To: Louisiana Presbytery of the Presbyterian Church in America, in care of TE Stanley Pace,
Moderator (StanleyPace@hotmail.com) and RE Dale Peacock, Stated Clerk
(mdpeacock@netzero.net) and the Presbyterys Ad Hoc Committee on Federal Vision
Theology, in care of TE Howard Davis, Chairman (HQDavis@yahoo.com)
From: Dr. E. Calvin Beisner, RE; Rev. Christopher A. Hutchinson, TE; Rev. Richard D. Phillips,
TE; Dr. Joseph A. Pipa, TE; Rev. Carl D. Robbins, TE; Dr. Morton H. Smith, TE; Dr. R.
Fowler White, TE
Subject: Your Final Report and Recommendations on Federal Vision Theology and Rev. Steve Wilkins
Date: July 27, 2005
In his 2003 Auburn Avenue Pastors Conference lecture, Covenant and Baptism, Mr. Wilkins said: when we say . . . Look to your baptism, were talking about looking to Christ in the covenant, and realizing what you can know for certain. You cannot know if you were ever sincere. You cannot know if you really meant it when you asked Jesus into your heart and threw the pine cone into the fire. You cant know those. Those questions are unanswerable. Were you really given a new heart? Well, you cant answer that question. God knows. You dont know. What you can know is that you have been baptized and you have the Lords Supper. Shortly he added that this view helps pastorally in that It makes our standing before God and that of our infallible sign and seal of this . . . . And in regard to our assurance, we are pointed away from ourselves and what we think we perceive to be true of us inwardly, which no one can know, and pointed to Christ, the only ground of our assurance.
We assert that Mr. Wilkinss statements cited here entail by good and necessary consequence that all who are baptized in water will be eternally saved. We know and are grateful that Mr. Wilkins denies that consequence. But the fact remains that he wrote as he did, and we believe the Committee and Presbytery should call on Mr. Wilkins to retract some of what he wrote in light of its necessary consequence.
We believe that the reason Mr. Wilkins can have written as he did and yet can in all honesty and sincerity deny the necessary consequence of it is that in doing so he inadvertently equivocated on the terms covenant and in Christ. Because his statements occur in a context in which he is discussing salvation and assurance of salvation, the primary sense of covenant and in Christ that appears to have been in his mind was of being in the covenant of grace made with Christ as the second Adam, and in Him with all the elect as His seed (LC 31) and of being in Christ in the sense in which Paul used the term in Ephesians to denote a saving relationship. But when he then denies the consequence of his statementsthat consequence being that therefore all who are baptized are eternally savedthe primary sense of covenant and in Christ in his mind has changed to the earthly, temporal covenant and that union with Christ that entails nothing more than membership in the visible church. We suggest that this insight might help Mr. Wilkins to clarify his intentions and compose new public statements to correct the mistaken impressions fostered by his earlier statements.
[The Louisiana Presbytery Report] does not notice that what Mr. Wilkins affirms belongs to every baptized personall spiritual blessings in the heavenly places, with Mr. Wilkinss own enumeration of such based on Ephesians 1 and 1 Corinthiansis nothing if it is not precisely that: a vital, internalized relationship with the Lord.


=== WHAT THE EXERCISE ASKS ===
Work out the count of lines in the material where the string "curve" shows up, and reply with it alone.
——
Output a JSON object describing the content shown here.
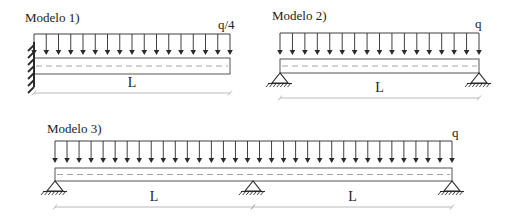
{
  "colors": {
    "ink": "#2a2a2a",
    "beam": "#555555",
    "dash": "#9a9a9a",
    "dim": "#a8a8a8",
    "background": "#ffffff"
  },
  "models": [
    {
      "id": "model-1",
      "title": "Modelo 1)",
      "load_label": "q/4",
      "support_type": "fixed-left",
      "beam": {
        "x1": 34,
        "x2": 230,
        "y_top": 58,
        "y_bot": 74
      },
      "load": {
        "y_line": 34,
        "y_tip": 55,
        "arrow_count": 17
      },
      "spans": [
        {
          "label": "L",
          "x1": 34,
          "x2": 230
        }
      ],
      "dim_y": 93,
      "title_pos": {
        "x": 25,
        "y": 22
      },
      "load_label_pos": {
        "x": 218,
        "y": 29
      },
      "supports_x": []
    },
    {
      "id": "model-2",
      "title": "Modelo 2)",
      "load_label": "q",
      "support_type": "pinned",
      "beam": {
        "x1": 280,
        "x2": 479,
        "y_top": 59,
        "y_bot": 73
      },
      "load": {
        "y_line": 33,
        "y_tip": 55,
        "arrow_count": 17
      },
      "spans": [
        {
          "label": "L",
          "x1": 280,
          "x2": 479
        }
      ],
      "dim_y": 98,
      "title_pos": {
        "x": 272,
        "y": 20
      },
      "load_label_pos": {
        "x": 475,
        "y": 28
      },
      "supports_x": [
        280,
        479
      ]
    },
    {
      "id": "model-3",
      "title": "Modelo 3)",
      "load_label": "q",
      "support_type": "pinned",
      "beam": {
        "x1": 55,
        "x2": 452,
        "y_top": 168,
        "y_bot": 181
      },
      "load": {
        "y_line": 141,
        "y_tip": 163,
        "arrow_count": 34
      },
      "spans": [
        {
          "label": "L",
          "x1": 55,
          "x2": 253
        },
        {
          "label": "L",
          "x1": 253,
          "x2": 452
        }
      ],
      "dim_y": 207,
      "title_pos": {
        "x": 47,
        "y": 133
      },
      "load_label_pos": {
        "x": 452,
        "y": 137
      },
      "supports_x": [
        55,
        253,
        452
      ]
    }
  ]
}
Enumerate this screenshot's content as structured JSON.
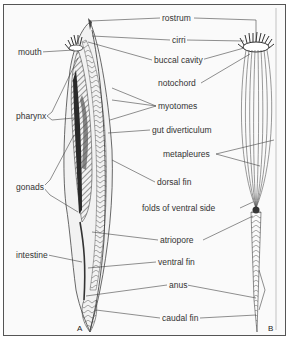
{
  "diagram": {
    "figures": [
      {
        "id": "A",
        "label": "A",
        "view": "lateral"
      },
      {
        "id": "B",
        "label": "B",
        "view": "ventral"
      }
    ],
    "labels": {
      "rostrum": "rostrum",
      "cirri": "cirri",
      "mouth": "mouth",
      "buccal_cavity": "buccal cavity",
      "notochord": "notochord",
      "pharynx": "pharynx",
      "myotomes": "myotomes",
      "gut_diverticulum": "gut diverticulum",
      "metapleures": "metapleures",
      "gonads": "gonads",
      "dorsal_fin": "dorsal fin",
      "folds_of_ventral_side": "folds of ventral side",
      "atriopore": "atriopore",
      "intestine": "intestine",
      "ventral_fin": "ventral fin",
      "anus": "anus",
      "caudal_fin": "caudal fin"
    },
    "colors": {
      "line": "#444444",
      "pharynx_dark": "#2a2a2a",
      "hatch": "#666666",
      "background": "#fafafa"
    }
  }
}
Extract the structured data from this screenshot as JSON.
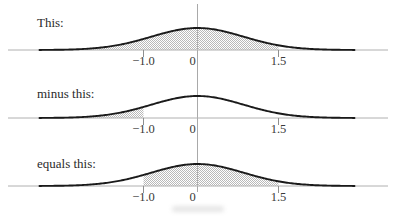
{
  "chart_data": {
    "type": "area",
    "description_visible": false,
    "x_range": [
      -3,
      3
    ],
    "x_tick_values": [
      -1.0,
      0,
      1.5
    ],
    "x_tick_labels": [
      "−1.0",
      "0",
      "1.5"
    ],
    "curve": "bell-shaped density curve centered at 0",
    "panels": [
      {
        "label": "This:",
        "shaded_interval": [
          -3.0,
          1.5
        ]
      },
      {
        "label": "minus this:",
        "shaded_interval": [
          -3.0,
          -1.0
        ]
      },
      {
        "label": "equals this:",
        "shaded_interval": [
          -1.0,
          1.5
        ]
      }
    ]
  },
  "colors": {
    "curve": "#1a1a1a",
    "baseline": "#b0b0b0",
    "zero_line": "#a9a9a9",
    "tick": "#8f8f8f",
    "shade": "#b9b9b9",
    "panel_label": "#2b2b2b",
    "tick_label": "#3a3a3a"
  }
}
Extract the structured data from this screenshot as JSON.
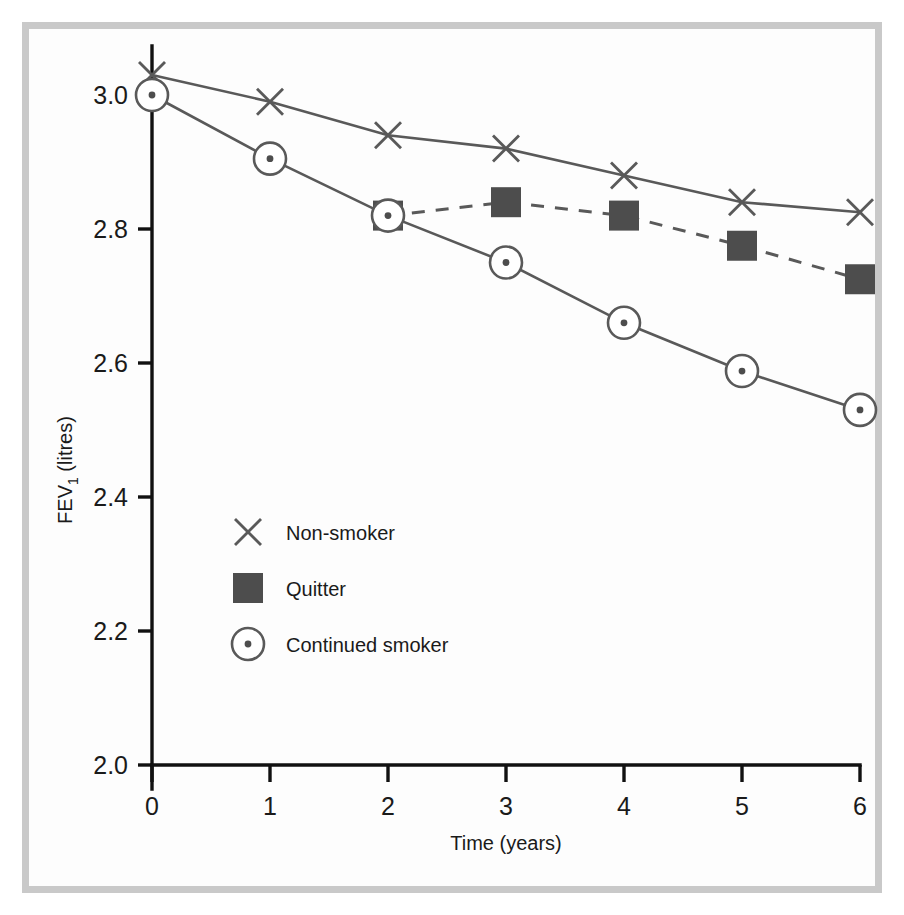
{
  "figure": {
    "background_color": "#ffffff",
    "frame_color": "#c9c9c9",
    "line_color": "#595959",
    "marker_fill_color": "#4d4d4d",
    "axis_color": "#111111"
  },
  "axes": {
    "y_title_main": "FEV",
    "y_title_sub": "1",
    "y_title_unit": " (litres)",
    "x_title": "Time (years)",
    "y_ticks": [
      "2.0",
      "2.2",
      "2.4",
      "2.6",
      "2.8",
      "3.0"
    ],
    "x_ticks": [
      "0",
      "1",
      "2",
      "3",
      "4",
      "5",
      "6"
    ]
  },
  "legend": {
    "items": [
      {
        "label": "Non-smoker",
        "marker": "x-marker",
        "color": "#595959"
      },
      {
        "label": "Quitter",
        "marker": "square-marker",
        "color": "#4d4d4d"
      },
      {
        "label": "Continued smoker",
        "marker": "circle-dot-marker",
        "color": "#595959"
      }
    ]
  },
  "chart_data": {
    "type": "line",
    "title": "",
    "xlabel": "Time (years)",
    "ylabel": "FEV1 (litres)",
    "xlim": [
      0,
      6
    ],
    "ylim": [
      2.0,
      3.05
    ],
    "grid": false,
    "legend_position": "inside-lower-left",
    "x": [
      0,
      1,
      2,
      3,
      4,
      5,
      6
    ],
    "series": [
      {
        "name": "Non-smoker",
        "marker": "x",
        "linestyle": "solid",
        "x": [
          0,
          1,
          2,
          3,
          4,
          5,
          6
        ],
        "values": [
          3.03,
          2.99,
          2.94,
          2.92,
          2.88,
          2.84,
          2.825
        ]
      },
      {
        "name": "Quitter",
        "marker": "square",
        "linestyle": "dashed",
        "x": [
          2,
          3,
          4,
          5,
          6
        ],
        "values": [
          2.82,
          2.84,
          2.82,
          2.775,
          2.725
        ]
      },
      {
        "name": "Continued smoker",
        "marker": "circle-dot",
        "linestyle": "solid",
        "x": [
          0,
          1,
          2,
          3,
          4,
          5,
          6
        ],
        "values": [
          3.0,
          2.905,
          2.82,
          2.75,
          2.66,
          2.588,
          2.53
        ]
      }
    ]
  }
}
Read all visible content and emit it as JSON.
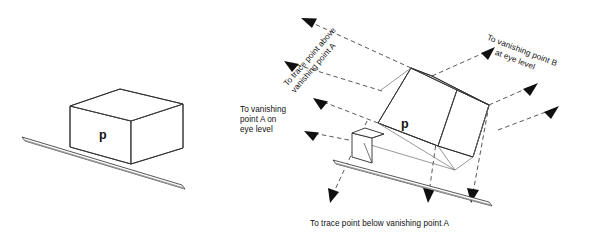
{
  "figure": {
    "background_color": "#ffffff",
    "line_color": "#2b2b2b",
    "guide_color": "#3a3a3a",
    "arrow_color": "#101010",
    "ruler_shade_color": "#9a9a9a"
  },
  "left_diagram": {
    "name": "simple-box-with-straightedge",
    "plane_letter": "p"
  },
  "right_diagram": {
    "name": "perspective-construction-box",
    "plane_letter": "p",
    "labels": {
      "trace_above": "To trace point above\nvanishing point A",
      "vanishing_b_line1": "To vanishing point B",
      "vanishing_b_line2": "at eye level",
      "vanishing_a": "To vanishing\npoint A on\neye level",
      "trace_below": "To trace point below vanishing point A"
    }
  }
}
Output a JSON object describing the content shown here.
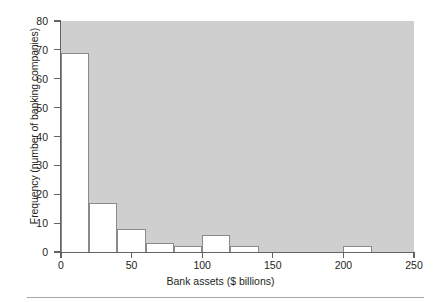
——
=== EXERCISE RESPONSE ===
2